Healing from the Trauma

Human trafficking survivor has Her Refuge to thank for her life

Tucked inside a booth at midtown coffee shop, 54-year-old Marie* tugs nervously at her sleeves and shifts a bit in her seat. Her eyes scan the room as she starts to recall a painful snippet of time that she’s tried for more than 40 years to forget.

“I was at a point in my life where I didn’t want to live anymore,” Marie says. “I had experienced 48 years of intense trauma — physically, emotionally and sexually. I was homeless, living out of my car and I had tried to kill myself by overdosing on pills.” Two years earlier, Marie downed what was left of the drugs she took to keep her bipolar disorder and anxiety at bay. “It was a miracle that I survived.”

As the drugs eventually wore off, Marie remembers a voice in her head telling her to drive. Her car headed up Wicks Lane, and though she passed a handful of churches, she ended up pulling into the parking lot of Harvest Church. That’s where she met Britney Higgs, who along with her husband, Sammy, opened Her Refuge, a safe house for victims of human trafficking.

Marie was one of the safe house’s first residents.

“Marie’s story is the worst story that I have ever heard,” Britney says. “The abuse that this woman has endured is crazy. She was brutally abused by her stepdad. Her mom was a drug dealer, so she would bring different people into the home. Her mom would be gone long periods of time and men would just come into the house and abuse her.”

As Marie shares the pain, she talks about a childhood cut short. After her biological father died when she was 6 years old, her stepfather entered the picture. That’s when the abuse began.

“My mom, how could she not have known? My stepdad was 6-foot-7 and 250 pounds. How did she not know he was coming up the stairs?” She says both she and her brother were her stepfather’s targets. “He always had a gun to our heads. If we said we were going to tell, we would be threatened. We’d read stuff in the newspaper about people he was tied up with that were found dead. He would tell us, ‘If you say anything, that’s what is going to happen to you.’”

By the time Marie was 13, the abuse turned into commercial sex trafficking. Her stepfather was part of a ring that would take young girls, drug them so they wouldn’t know their whereabouts and sell them for sex at high-end resorts. She has partial memories of being filmed for child pornography.

“We would be taken away for a week at a time before we’d be returned back home,” Marie says. That lasted until she was 16. Each time she thought she might run, she says she would remember some of the other girls trafficked alongside her.

“Out of eight of us girls, I am the only one that is still alive,” Marie says. “They were easy to bump off. One was run off the road. One they got wrapped up in drugs. One they got shot at a bar. Me, I was just the hardest to get rid of and I’m still here but all the rest of the girls are gone.”

When she finally escaped at 17, she’d spent three quarters of her life in fight or flight mode. The next 30 years would be spent enduring more trauma with two abusive marriages and even more family heartache. It wasn’t until she made it to Billings to visit her brother that she hit rock bottom. Thankfully, Britney and Sammy Higgs were there to pick her up.

“It took a while for me to get away from all the emotional abuse and the head games and mind games to even be able to trust my own instincts,” Marie says.

Through Her Refuge, the Higgses hooked Marie up with what’s called Brain State Technologies to help her heal her trauma-damaged brain. It’s a breakthrough therapy that uses brainwave optimization — generating a pattern of music-like tones to bring on a deep state of relaxation — to rewire the brain.

“It is like a night and day difference from where she was,” Britney says.

The therapy was able to help Marie unlock memories that had been hidden in the recesses of her brain for decades. “I would only get bits and pieces of a memory,” Marie says. “The Lord kept me in the dark until I was strong enough to see all of it. It’s been a very hard struggle.” But she says, thanks to EMDR, “My life started to blossom.”

Today, Marie is off all of her bipolar disorder and anxiety medications. She was hired as a full-time caretaker and, as Britney says, “She is rocking it!”

“Britney and Sammy helped me to dream again and to realize that my dreams can come true,” Marie says.

Right now, Marie lives in an apartment building with several other women who, it turns out, have had similar abusive pasts. Marie feels she was put there for a reason.

“It’s kind of sad to say, but if it wasn’t for all of that, I wouldn’t be who I am today. I wouldn’t be able to inspire and help these women. Their stories are just as bizarre as mine but I can look at them and say, ‘Hey, I believe you. I believe you.’”

Without Her Refuge, Marie says her life would probably look very different.

“I was able to finally heal and see that this is what love is supposed to look like. Sammy and Britney never turned their back on me. They kept walking with me on this journey.”

Today when she looks in the mirror, she sees a woman with a strength that took more than 40 years to develop.

“I could have taken two roads in life. I chose the road to happiness,” she says. “I want to live the rest of my life helping other people and knowing what joy is,” Marie says. “Right now, I am just rebuilding  myself.”

 

*Marie’s name has been changed to protect her privacy.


= Work required =
Pictures are to be left out; otherwise, copy exactly the lines from the line containing "Box person. Use bbox=(X1, Y1, X2, Y2)." through the end of the data.
--- Provided records Enclosed Below ---
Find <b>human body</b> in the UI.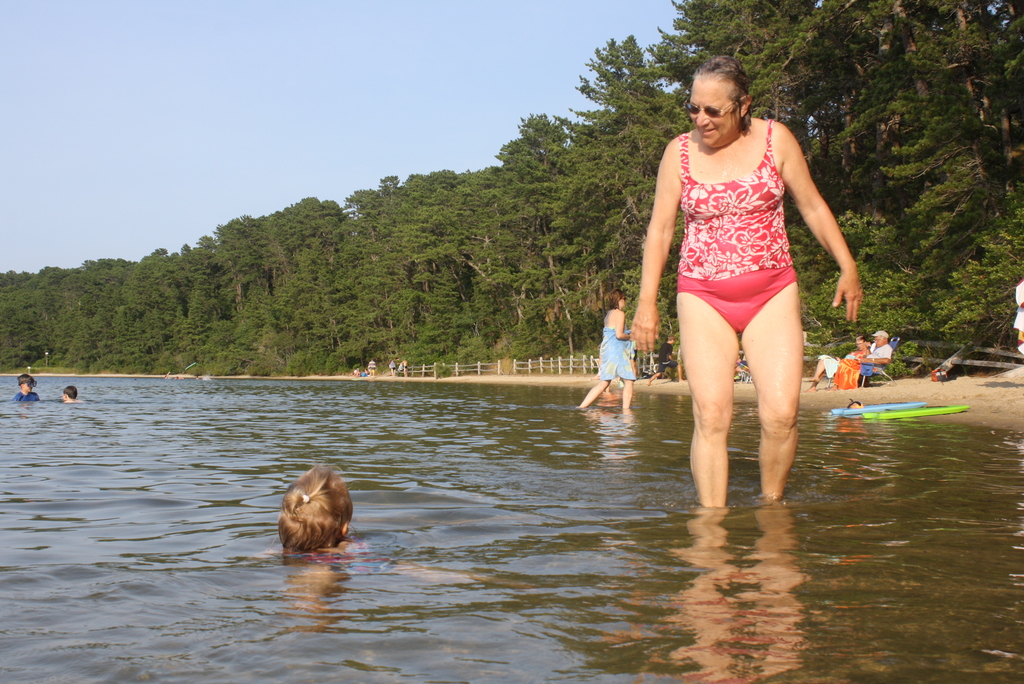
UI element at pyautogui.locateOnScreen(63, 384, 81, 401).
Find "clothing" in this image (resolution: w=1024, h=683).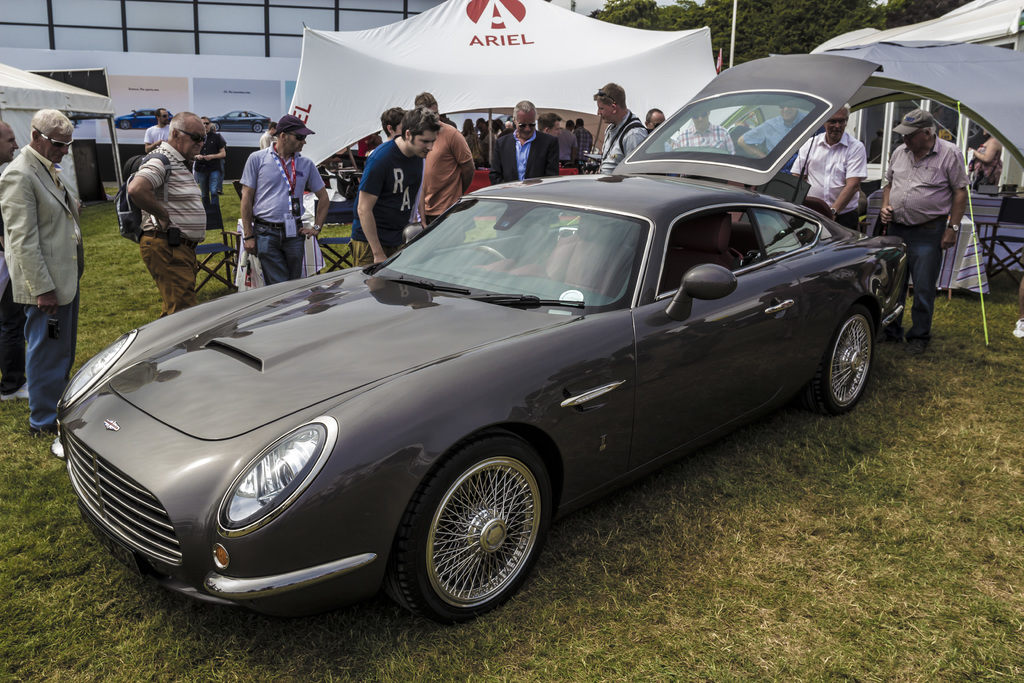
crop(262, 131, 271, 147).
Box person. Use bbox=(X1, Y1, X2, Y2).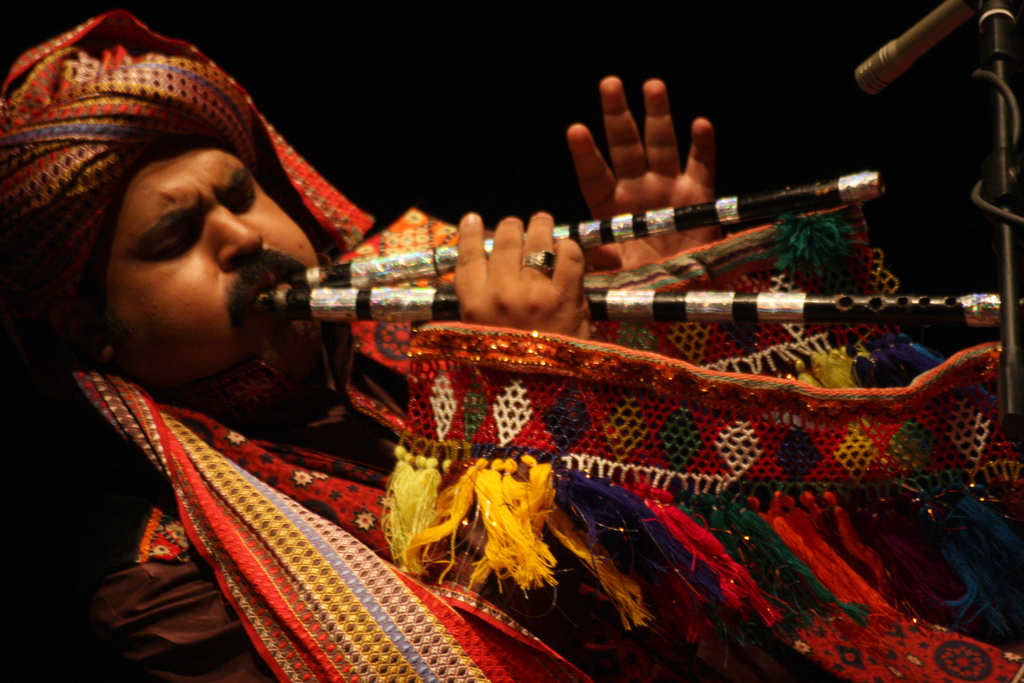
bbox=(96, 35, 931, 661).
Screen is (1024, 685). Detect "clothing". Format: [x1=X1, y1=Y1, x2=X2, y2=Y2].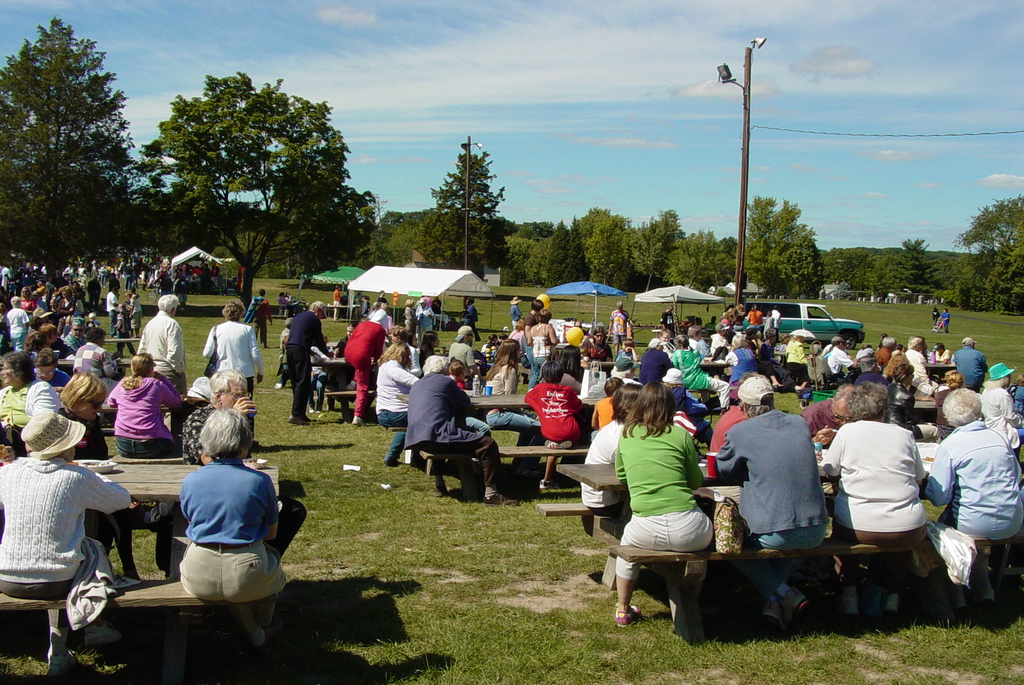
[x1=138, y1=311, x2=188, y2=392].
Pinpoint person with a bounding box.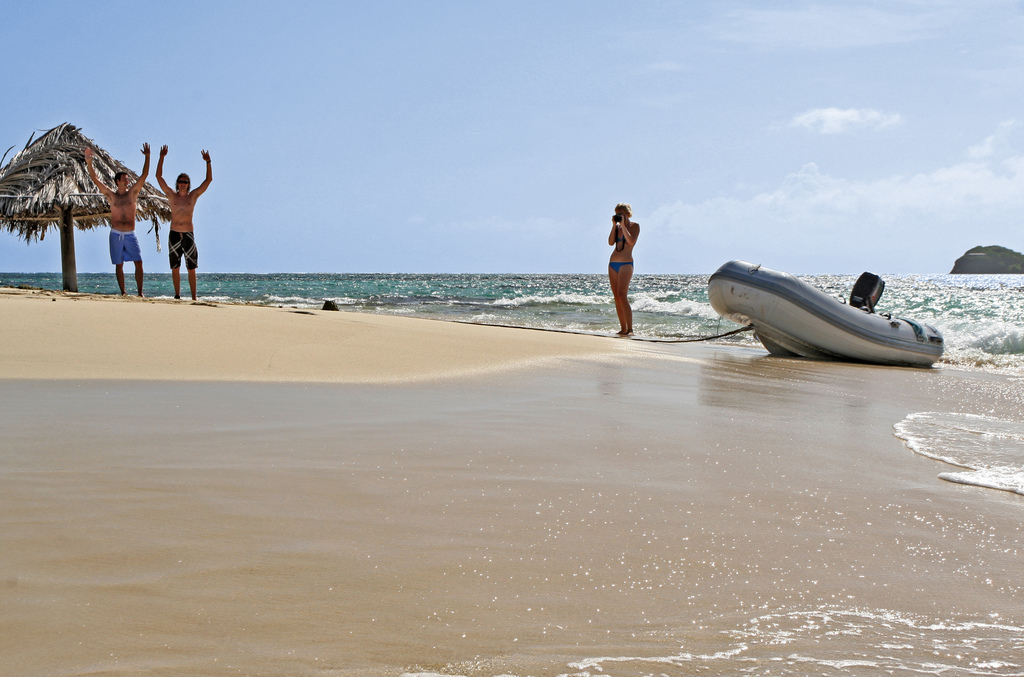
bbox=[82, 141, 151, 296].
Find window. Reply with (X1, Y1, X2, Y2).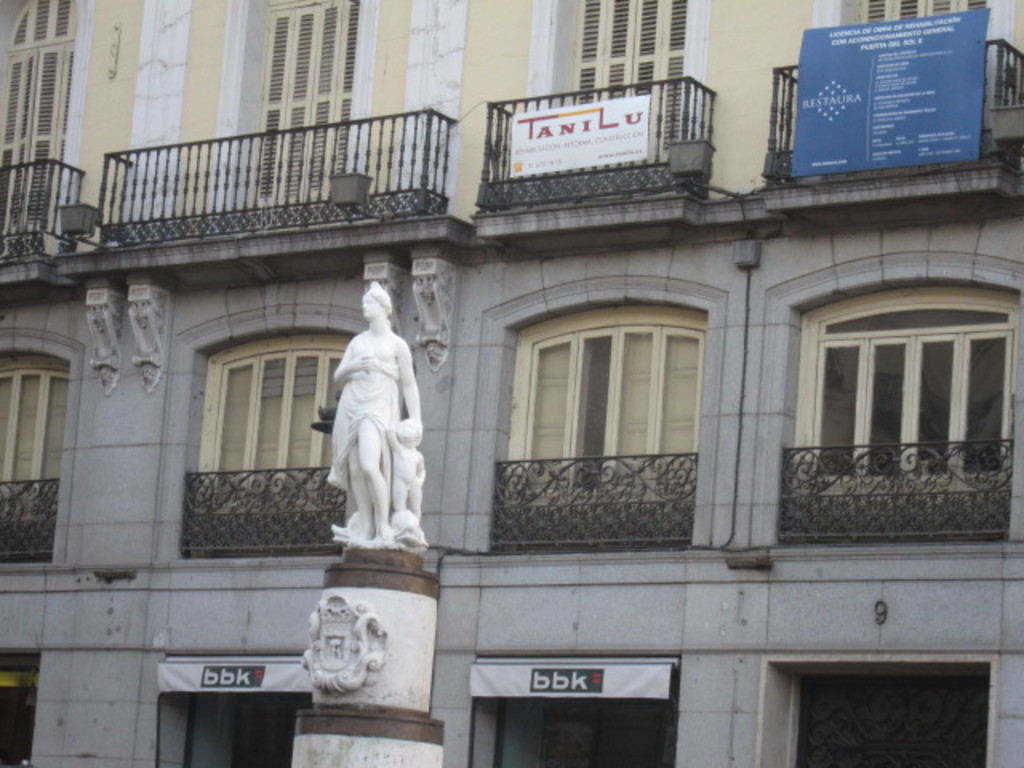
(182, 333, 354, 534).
--- End of Enclosed Provided records ---
= Response =
Box person. Use bbox=(X1, Y1, X2, Y2).
bbox=(96, 35, 931, 661).
Screen is (1024, 685). Detect "clothing". Format: [x1=X1, y1=Y1, x2=X2, y2=Y2].
[x1=138, y1=311, x2=188, y2=392].
Pinpoint person with a bounding box.
bbox=[82, 141, 151, 296].
Find window. Reply with (X1, Y1, X2, Y2).
(182, 333, 354, 534).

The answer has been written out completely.